US shale oil companies wipe tears away with fists

2020/05/29

The USA has ceased to be a free market country - the market is being regulated depending on political considerations. Shale oil companies serve a vivid example to that.

Shale oil investment cut in half

In 2020, global investment in energy will be cut by $400 billion, which will be the largest annual decline in history, a new report from the International Energy Agency (IEA) says.

American shale companies will be affected more than others, capital investment in US-based shale oil makers will be decreased twice, the report says.

Hundreds of oil rigs have stopped their work, and since March, oil production in the United States has fallen by nearly two million barrels per day.

Top managers of the shale industry live beyond their means

However, while thousands of shale oil employees are becoming unemployed, the management of those companies continues to receive millions of dollars in salaries, Reuters reports. For example, National Oilwell Varco Inc. CEO, Clay Williams, received $3.3 million in February, despite the fact that company's revenues since 2017 fell by two-thirds.
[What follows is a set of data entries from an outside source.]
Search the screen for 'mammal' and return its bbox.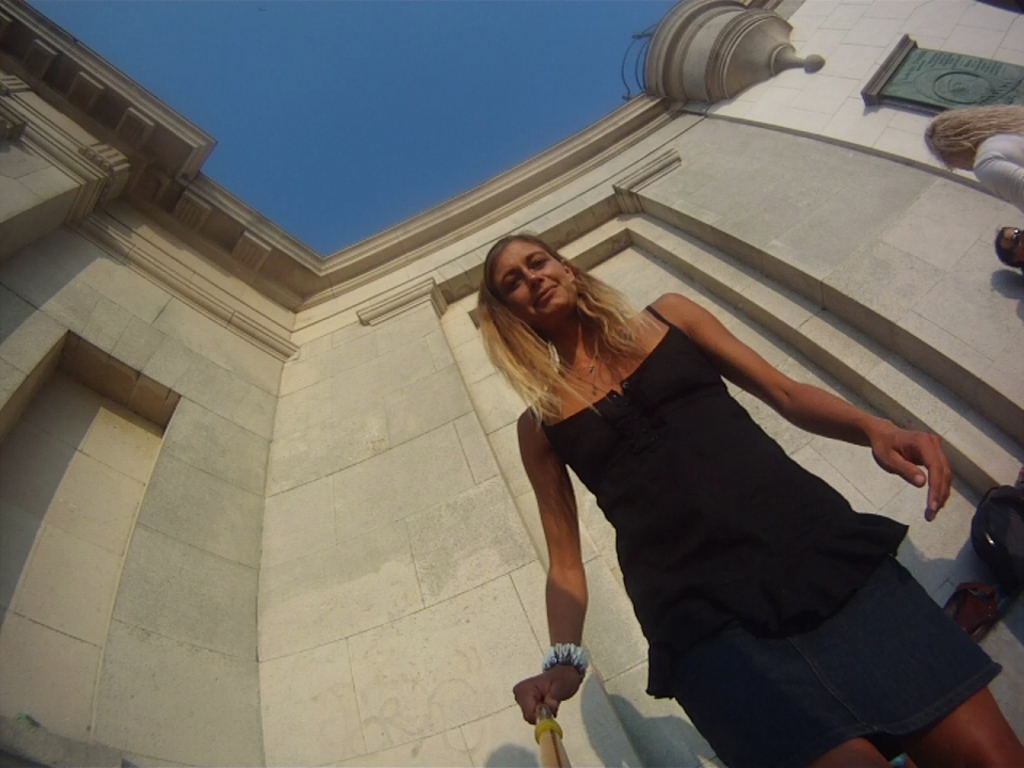
Found: (left=465, top=226, right=991, bottom=741).
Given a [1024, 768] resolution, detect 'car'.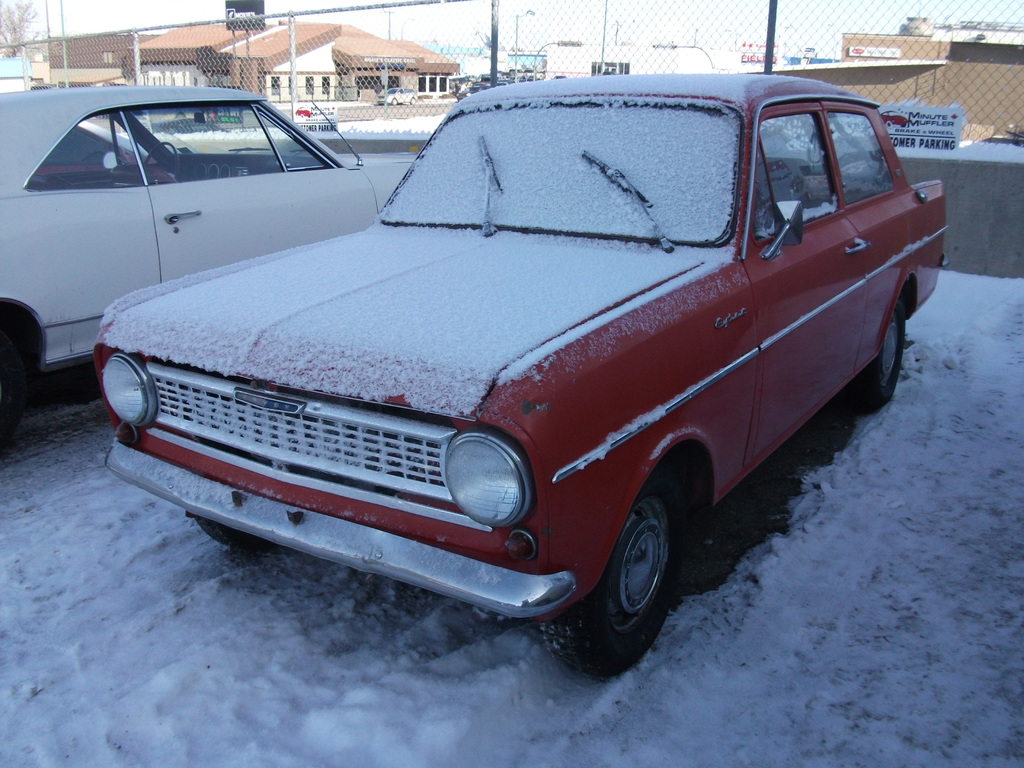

Chesapeake Energy's management received an award worth $25 million at the end of the quarter, but the company simultaneously announced potential bankruptcy. Whiting Petroleum announced bankruptcy on April 1, but its top managers took care of receiving cash bonuses worth $14.6 million.

Large shale oil makers have the same "problems." According to a new report from the Institute of Energy Economics and Financial Analysis (IEEFA), four out of the five largest oil companies operating in the shale industry paid investors more dividends than they earned in the first quarter of this year. For example, Chevron made a profit of $1.6 billion, and paid $4 billion in dividend.

What is worse, the company planned to cut from 10 to 15 percent of its workforce in the shale industry in order to meet the projected levels of activity, Reuters says.

This is not a one-time coronavirus-related underlying condition, but the practice of the last ten years, IEEFA analysts write in their report.

"These five companies generated $340 billion in free cash flows from 2010 through 2019, while rewarding their shareholders with $556 billion in share buybacks and dividends-leaving a $216 billion cash flow deficit that these companies covered with other sources, including new borrowing and asset sales," the authors of the report note.

Who dared to destroy USA's new weapon?

This business model, which is not typical of capitalism, suggests that the shale industry in the United States has long been kept afloat by the state through toxic loans for political reasons.

The United States positions itself as the country that has become the largest oil exporter (13 million barrels per day), which supposedly allows it to keep "totalitarian states" - such as Russia and Saudi Arabia - in fear.

Excess supplies and administrative resources allowed the United States to dictate its rules on the oil market by 2020 ("buy our oil"). However, the coronavirus nullified that ambition. This explains why the Donald Trump administration is so outraged by the "Wuhan flu"  - the Americans even ventured to announce a grant in order to prove that "the Russians are underestimating their COVID-19 victims." Was it the Russians and the Chinese who masterfully destroyed the new powerful weapon of the USA?